The denials come in response to reports in Hebrew-language
media alleging that an Iranian missile struck Soroka Medical Center in
Beersheba.
The false narrative is part of a psychological campaign
aimed at sanitizing Israel’s military image and concealing the extent of the
blow to its intelligence infrastructure.
As mentioned by Al Jazeera, Soroka Hospital has been used by
the Israeli military to treat soldiers wounded during operations in Gaza.
However, Iranian sources stress that the hospital itself was not the intended
target.
Soroka
Hospital is located between two major Israeli military sites, the IDF’s main
intelligence headquarters and a central command facility, both of which are
situated in the Gav-Yam Technology Park.
These installations reportedly serve as critical hubs for Israel's cyber
operations, digital command systems, and military intelligence infrastructure
(including IDF C4I and C4ISR systems).
Hospital
sustained shockwave damage from nearby blasts, it was not directly hit, Iranian
reports emphasize.
Israel has been accused of engaging in psychological warfare
by falsely linking the missile strike to civilian infrastructure, in order to
deflect attention from the damage inflicted on its military command network.
Contrary to this, Israeli strikes targeted two civilian
hospitals in Iran — one in Tehran and another in Kermanshah — an action that
has drawn little international condemnation.
Thursday morning’s missile barrage, claimed by Iran’s
Islamic Revolutionary Guard Corps (IRGC), was a "precise and direct"
strike against military assets — not civilian targets.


### WORK ITEM
Read through the material below and find each line that has the word "value"; copy it.

### DATASET ENTRIES
= Beginning of Section =
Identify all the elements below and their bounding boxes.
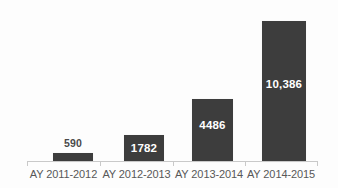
x-axis-tick-label: AY 2011-2012 xyxy=(27,166,100,182)
x-axis-tick-labels: AY 2011-2012 AY 2012-2013 AY 2013-2014 A… xyxy=(0,166,338,188)
bar-value-label: 590 xyxy=(53,138,93,149)
bar-value-label: 4486 xyxy=(192,120,233,132)
bar-group: 590 xyxy=(53,0,93,162)
bar-group: 1782 xyxy=(124,0,164,162)
x-axis-tick-label: AY 2012-2013 xyxy=(100,166,173,182)
x-axis-tick-label: AY 2013-2014 xyxy=(173,166,245,182)
plot-area: 590 1782 4486 10,386 xyxy=(0,0,338,162)
bar-value-label: 10,386 xyxy=(262,79,306,91)
bar-value-label: 1782 xyxy=(124,143,164,155)
bar[interactable] xyxy=(262,21,306,162)
bar-group: 4486 xyxy=(192,0,233,162)
bar-group: 10,386 xyxy=(262,0,306,162)
x-axis-tick-label: AY 2014-2015 xyxy=(245,166,317,182)
bar-chart: 590 1782 4486 10,386 AY 2011-2012 AY 201… xyxy=(0,0,338,188)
= End of Section =
### RESPONSE AREA
bar-value-label: 590 xyxy=(53,138,93,149)
bar-value-label: 4486 xyxy=(192,120,233,132)
bar-value-label: 10,386 xyxy=(262,79,306,91)
bar-value-label: 1782 xyxy=(124,143,164,155)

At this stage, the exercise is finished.